The silence hanging around the woman’s words seemed to grow louder than the fierce storm as the three travelers stared at the blond woman in the wake of her announcement. Her frown increased as the moments crawled by.
Tavish at last bowed to cover his shock. “As you wish, mai—my lady.”
If anything, Glenna Douglas’s gaze was still distrustful. “I’ll fetch water while you tend your mounts—our well isn’t tainted. You’ll be staying in the west tower.” Her blond curls inclined toward the doorway behind her, and Tavish recalled that was the shorter, wider of the two turrets. The great hall and the family apartments must be in the taller, east tower. He itched to take off and explore every last corner of the keep.
The lady stared at them pointedly as they all continued to drip on the stones. “The rain’ll get no drier the longer you wait. If you’re not returned by the time I’ve fetched the water, I’ll have a mind to lower yonder gate and leave you to the stables. You’ll have plenty to drink there.” Glenna Douglas then lifted the hem of her skirt while still wielding her weapon and turned to disappear into the dark doorway of the west tower,
“My thanks,” Tavish called after her, but his genial air was quickly fading as the reality of the woman’s claims settled around him. He turned to help Harriet dismount. “I should have known she was noble by her spiteful tongue.”
“Can you blame her? A wee thing like that, minding the door for strangers on her own?” Harriet said. She limped to the doorway, her hand on one rounded hip as she stretched her other arm up to brace it on the doorway. “I’d’ve likely nae had the courage to open
it in the first place. We’ve given her a bit of a surprise, is all.”
Tavish looked to Lucan Montague, and the two exchanged a silent thought as they each took charge of the horses—Glenna Douglas was in for a much deeper shock than the arrival of unexpected guests.
He looked back to his mother. “You’ll be all right here, until we return?”
“Aye, aye—go on,” she said, waving at him briefly. “I’ll loosen up the old joints a bit and follow the lady. She might need my help.”
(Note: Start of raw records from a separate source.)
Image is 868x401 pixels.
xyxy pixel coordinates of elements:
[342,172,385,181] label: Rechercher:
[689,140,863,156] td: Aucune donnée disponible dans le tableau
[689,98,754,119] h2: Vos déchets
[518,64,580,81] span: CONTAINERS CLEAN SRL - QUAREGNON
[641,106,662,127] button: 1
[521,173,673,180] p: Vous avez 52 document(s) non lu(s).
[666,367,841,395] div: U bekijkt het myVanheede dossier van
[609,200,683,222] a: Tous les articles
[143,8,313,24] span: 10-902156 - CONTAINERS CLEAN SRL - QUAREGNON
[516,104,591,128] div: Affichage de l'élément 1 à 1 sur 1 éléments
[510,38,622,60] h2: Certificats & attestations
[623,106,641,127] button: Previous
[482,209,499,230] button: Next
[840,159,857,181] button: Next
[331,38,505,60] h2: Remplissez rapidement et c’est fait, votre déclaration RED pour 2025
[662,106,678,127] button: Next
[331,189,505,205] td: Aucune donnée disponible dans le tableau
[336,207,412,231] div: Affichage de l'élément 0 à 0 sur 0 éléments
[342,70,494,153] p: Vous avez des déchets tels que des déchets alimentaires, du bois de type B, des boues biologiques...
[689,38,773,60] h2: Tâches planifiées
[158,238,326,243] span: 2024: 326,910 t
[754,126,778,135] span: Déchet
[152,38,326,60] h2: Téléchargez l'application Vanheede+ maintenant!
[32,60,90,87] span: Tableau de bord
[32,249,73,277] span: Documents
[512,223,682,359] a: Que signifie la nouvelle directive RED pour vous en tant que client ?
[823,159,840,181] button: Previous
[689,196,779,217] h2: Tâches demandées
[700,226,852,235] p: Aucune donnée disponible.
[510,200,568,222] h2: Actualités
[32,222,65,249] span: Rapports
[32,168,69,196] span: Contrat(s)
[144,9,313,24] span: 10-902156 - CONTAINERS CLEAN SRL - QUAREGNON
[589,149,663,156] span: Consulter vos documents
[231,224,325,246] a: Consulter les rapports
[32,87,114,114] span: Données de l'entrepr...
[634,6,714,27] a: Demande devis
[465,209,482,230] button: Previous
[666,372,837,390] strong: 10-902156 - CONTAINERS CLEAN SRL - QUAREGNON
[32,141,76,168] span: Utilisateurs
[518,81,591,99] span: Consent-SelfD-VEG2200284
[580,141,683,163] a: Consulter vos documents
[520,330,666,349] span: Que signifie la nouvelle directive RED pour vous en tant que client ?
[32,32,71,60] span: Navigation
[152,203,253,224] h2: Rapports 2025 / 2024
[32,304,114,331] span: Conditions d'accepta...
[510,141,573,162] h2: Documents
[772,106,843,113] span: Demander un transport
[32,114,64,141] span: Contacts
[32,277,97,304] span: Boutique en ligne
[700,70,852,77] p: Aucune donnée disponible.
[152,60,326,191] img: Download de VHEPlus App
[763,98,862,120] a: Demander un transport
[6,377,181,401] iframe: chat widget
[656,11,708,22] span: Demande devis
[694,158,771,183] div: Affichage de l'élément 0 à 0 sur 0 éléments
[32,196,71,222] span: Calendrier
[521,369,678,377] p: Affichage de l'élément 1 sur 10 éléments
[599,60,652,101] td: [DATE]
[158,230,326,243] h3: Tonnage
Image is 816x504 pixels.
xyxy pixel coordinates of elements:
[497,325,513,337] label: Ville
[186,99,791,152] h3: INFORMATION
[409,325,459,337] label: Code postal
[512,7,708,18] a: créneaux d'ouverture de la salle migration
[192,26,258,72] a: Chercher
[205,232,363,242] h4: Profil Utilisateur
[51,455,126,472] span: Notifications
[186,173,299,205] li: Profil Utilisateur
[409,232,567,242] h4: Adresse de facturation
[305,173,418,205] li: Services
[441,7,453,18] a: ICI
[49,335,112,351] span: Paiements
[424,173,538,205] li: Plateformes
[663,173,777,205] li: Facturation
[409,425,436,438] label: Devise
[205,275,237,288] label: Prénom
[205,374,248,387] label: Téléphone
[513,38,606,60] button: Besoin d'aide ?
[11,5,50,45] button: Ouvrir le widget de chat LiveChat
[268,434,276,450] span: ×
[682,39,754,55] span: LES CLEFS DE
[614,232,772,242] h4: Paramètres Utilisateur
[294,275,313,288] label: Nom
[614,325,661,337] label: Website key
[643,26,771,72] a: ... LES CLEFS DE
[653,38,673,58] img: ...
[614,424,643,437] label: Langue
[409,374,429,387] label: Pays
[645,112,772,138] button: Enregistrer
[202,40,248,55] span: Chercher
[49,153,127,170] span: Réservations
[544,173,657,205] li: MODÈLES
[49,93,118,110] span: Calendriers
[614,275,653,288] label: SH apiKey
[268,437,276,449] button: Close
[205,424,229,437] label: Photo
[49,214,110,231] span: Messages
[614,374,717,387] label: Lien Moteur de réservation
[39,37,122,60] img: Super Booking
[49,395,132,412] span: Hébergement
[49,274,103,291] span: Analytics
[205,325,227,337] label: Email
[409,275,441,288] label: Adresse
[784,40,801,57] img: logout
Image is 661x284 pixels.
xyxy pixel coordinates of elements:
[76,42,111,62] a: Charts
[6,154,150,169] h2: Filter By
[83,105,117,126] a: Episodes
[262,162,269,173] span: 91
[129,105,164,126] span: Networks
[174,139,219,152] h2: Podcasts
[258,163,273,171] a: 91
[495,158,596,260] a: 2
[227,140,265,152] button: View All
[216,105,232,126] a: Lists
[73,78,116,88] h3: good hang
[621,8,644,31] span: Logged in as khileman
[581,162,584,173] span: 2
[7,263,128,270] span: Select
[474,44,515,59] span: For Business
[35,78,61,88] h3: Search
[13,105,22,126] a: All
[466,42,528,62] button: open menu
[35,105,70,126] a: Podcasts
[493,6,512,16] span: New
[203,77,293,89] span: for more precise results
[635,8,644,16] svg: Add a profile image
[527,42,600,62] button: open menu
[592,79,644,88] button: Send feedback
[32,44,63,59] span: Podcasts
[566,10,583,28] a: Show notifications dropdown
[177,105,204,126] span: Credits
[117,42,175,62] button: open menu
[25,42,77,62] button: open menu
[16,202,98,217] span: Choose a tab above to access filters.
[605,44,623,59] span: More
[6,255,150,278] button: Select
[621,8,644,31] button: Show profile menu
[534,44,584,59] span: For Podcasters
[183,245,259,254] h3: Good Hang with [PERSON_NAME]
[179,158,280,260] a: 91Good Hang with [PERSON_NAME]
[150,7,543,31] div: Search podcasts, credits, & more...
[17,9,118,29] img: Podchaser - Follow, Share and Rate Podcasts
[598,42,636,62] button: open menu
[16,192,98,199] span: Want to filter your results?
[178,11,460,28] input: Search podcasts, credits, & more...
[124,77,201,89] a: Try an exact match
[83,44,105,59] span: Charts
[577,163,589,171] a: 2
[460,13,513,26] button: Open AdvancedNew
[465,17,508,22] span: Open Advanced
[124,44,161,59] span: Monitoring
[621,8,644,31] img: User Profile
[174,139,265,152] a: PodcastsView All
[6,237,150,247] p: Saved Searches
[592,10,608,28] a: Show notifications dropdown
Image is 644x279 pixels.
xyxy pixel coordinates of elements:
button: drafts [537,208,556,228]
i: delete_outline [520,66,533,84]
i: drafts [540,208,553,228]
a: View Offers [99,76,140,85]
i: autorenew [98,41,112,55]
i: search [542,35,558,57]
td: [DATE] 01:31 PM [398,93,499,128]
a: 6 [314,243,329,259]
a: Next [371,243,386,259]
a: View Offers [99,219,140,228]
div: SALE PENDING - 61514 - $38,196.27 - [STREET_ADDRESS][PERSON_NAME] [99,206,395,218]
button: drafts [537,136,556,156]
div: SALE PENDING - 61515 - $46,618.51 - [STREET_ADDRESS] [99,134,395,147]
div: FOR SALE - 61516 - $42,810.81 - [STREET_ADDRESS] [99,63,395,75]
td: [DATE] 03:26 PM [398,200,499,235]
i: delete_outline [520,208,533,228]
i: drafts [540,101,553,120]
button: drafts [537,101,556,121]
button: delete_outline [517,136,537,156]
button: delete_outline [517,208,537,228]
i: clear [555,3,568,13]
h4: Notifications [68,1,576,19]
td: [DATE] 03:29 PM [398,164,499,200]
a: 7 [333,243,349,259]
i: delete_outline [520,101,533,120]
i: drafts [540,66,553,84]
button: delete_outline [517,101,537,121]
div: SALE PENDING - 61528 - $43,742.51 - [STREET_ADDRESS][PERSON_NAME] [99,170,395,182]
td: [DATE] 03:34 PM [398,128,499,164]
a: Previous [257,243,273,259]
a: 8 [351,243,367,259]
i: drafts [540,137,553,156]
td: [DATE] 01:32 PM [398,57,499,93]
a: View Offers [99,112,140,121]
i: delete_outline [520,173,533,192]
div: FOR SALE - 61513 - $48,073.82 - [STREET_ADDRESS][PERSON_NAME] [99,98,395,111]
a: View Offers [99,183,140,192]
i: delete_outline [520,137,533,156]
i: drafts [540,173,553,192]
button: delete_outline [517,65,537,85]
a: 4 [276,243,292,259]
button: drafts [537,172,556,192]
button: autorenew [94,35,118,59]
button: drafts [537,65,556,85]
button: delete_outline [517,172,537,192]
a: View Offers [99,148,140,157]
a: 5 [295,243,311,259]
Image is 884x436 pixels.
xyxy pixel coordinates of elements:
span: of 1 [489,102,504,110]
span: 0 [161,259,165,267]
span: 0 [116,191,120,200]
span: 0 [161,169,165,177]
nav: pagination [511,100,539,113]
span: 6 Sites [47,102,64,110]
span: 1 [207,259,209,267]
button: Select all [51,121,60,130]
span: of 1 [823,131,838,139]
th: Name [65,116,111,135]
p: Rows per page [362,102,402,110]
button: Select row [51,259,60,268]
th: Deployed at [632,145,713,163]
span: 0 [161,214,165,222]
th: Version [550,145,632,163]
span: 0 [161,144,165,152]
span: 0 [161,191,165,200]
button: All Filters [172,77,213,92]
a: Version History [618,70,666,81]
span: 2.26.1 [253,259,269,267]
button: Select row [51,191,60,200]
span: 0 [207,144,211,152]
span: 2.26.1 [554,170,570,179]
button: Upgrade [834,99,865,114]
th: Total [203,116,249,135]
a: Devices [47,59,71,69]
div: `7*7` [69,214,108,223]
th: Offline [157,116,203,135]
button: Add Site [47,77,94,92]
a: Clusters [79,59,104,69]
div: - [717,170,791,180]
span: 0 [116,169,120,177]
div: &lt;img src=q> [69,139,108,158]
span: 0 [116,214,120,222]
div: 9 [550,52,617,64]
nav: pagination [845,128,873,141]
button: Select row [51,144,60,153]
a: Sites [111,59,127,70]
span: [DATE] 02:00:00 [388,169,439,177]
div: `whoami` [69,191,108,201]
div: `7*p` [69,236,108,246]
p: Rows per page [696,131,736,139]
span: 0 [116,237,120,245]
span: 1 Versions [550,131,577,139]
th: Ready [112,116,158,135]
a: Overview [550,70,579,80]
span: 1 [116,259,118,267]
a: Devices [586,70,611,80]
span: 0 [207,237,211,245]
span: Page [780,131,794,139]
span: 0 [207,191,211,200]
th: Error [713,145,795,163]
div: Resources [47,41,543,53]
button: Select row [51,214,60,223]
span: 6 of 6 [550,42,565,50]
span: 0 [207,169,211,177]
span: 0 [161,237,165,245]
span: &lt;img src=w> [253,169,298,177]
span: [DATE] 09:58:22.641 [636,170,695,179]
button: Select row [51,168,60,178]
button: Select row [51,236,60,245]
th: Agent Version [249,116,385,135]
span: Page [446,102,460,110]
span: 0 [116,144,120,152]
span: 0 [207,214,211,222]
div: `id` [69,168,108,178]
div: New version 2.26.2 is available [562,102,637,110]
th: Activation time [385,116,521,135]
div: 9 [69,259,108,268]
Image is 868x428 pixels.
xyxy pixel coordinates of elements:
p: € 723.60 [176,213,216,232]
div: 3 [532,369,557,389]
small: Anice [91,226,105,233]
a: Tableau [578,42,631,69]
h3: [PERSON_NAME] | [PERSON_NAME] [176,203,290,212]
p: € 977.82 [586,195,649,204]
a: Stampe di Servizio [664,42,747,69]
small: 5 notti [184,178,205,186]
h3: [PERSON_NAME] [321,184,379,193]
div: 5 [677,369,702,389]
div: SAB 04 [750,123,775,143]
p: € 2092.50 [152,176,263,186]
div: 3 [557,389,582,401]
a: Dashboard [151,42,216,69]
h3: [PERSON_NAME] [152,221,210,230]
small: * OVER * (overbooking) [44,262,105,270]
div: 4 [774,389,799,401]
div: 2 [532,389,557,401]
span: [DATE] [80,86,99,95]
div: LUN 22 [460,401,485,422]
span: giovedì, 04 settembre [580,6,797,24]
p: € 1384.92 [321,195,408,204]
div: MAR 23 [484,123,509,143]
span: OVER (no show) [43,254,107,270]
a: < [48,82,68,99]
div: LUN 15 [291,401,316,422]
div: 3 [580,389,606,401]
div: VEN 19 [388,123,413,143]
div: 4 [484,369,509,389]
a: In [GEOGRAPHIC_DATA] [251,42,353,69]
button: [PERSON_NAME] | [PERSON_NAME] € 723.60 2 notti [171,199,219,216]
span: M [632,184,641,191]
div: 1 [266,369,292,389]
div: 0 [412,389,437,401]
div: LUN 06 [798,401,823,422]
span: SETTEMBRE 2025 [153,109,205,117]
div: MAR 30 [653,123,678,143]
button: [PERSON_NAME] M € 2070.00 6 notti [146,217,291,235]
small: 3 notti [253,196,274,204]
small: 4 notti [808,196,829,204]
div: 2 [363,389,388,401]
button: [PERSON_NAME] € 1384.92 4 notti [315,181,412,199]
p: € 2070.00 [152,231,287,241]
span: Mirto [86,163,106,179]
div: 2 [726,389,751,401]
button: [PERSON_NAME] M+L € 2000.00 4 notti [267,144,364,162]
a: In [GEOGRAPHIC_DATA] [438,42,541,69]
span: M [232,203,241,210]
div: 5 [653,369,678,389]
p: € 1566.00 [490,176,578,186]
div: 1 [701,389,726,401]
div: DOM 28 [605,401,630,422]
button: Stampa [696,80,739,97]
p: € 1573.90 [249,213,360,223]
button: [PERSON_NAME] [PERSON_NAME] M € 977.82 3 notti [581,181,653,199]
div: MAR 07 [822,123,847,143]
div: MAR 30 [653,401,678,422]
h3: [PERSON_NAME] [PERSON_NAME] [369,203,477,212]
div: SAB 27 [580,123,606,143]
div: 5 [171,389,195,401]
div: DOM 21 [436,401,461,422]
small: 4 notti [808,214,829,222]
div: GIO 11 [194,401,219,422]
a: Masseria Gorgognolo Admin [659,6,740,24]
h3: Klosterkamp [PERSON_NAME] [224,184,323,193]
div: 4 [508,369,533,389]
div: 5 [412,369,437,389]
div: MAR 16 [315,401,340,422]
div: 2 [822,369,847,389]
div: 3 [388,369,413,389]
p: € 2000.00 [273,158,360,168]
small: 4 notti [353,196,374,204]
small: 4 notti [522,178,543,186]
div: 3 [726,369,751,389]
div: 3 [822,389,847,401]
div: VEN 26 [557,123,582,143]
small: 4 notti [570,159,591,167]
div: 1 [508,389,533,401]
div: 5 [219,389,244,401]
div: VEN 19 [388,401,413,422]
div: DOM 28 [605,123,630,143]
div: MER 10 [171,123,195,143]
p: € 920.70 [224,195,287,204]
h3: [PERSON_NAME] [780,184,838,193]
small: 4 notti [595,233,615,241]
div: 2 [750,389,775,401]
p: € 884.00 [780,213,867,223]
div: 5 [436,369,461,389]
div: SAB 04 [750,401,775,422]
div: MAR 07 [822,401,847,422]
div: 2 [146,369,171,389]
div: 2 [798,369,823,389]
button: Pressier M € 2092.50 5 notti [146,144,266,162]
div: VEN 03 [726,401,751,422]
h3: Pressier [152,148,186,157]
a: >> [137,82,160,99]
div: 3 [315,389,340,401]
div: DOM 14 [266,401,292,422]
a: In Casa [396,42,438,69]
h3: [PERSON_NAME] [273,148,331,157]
“You stay there and rest, Mam,” Tavish ordered. He glanced around the passage and then lowered his voice. “You’re no servant. You don’t fetch water any longer.”
“There’s nae shame in fetching one’s own water, Tav. Heaven knows I’ve done so all me life, for man and beast. Including you. Go on,” she insisted with another flap of her hand.
Tavish grinned at his mother’s scolding, and then he and Lucan Montague led the mounts through the wide entrance hall to the rear opening. The men broke into a trot as they ducked beneath the portcullis into the rain once more and dashed toward the stable.
Tavish’s grin widened even as the lightning flashed around him and the storm bore down on Tower Roscraig.
My stable.
* * * *
Frang Roy waited until the old woman had pulled her girth into the blackness of the west tower doorway and he could hear her breathy exertions descending the stairs before he stepped into the passage, returning his belt to his waist.
He was angry. Angry that Glenna had opened the door to the travelers. Angry that she had granted them entry. It was careless, even with her childish display of the old man’s derelict sword—it could have been anyone at all come to the tower. At this very moment, he should be putting his terms to Glenna once more, forcefully if need be, and with whatever discomfort necessary for her to accept his will.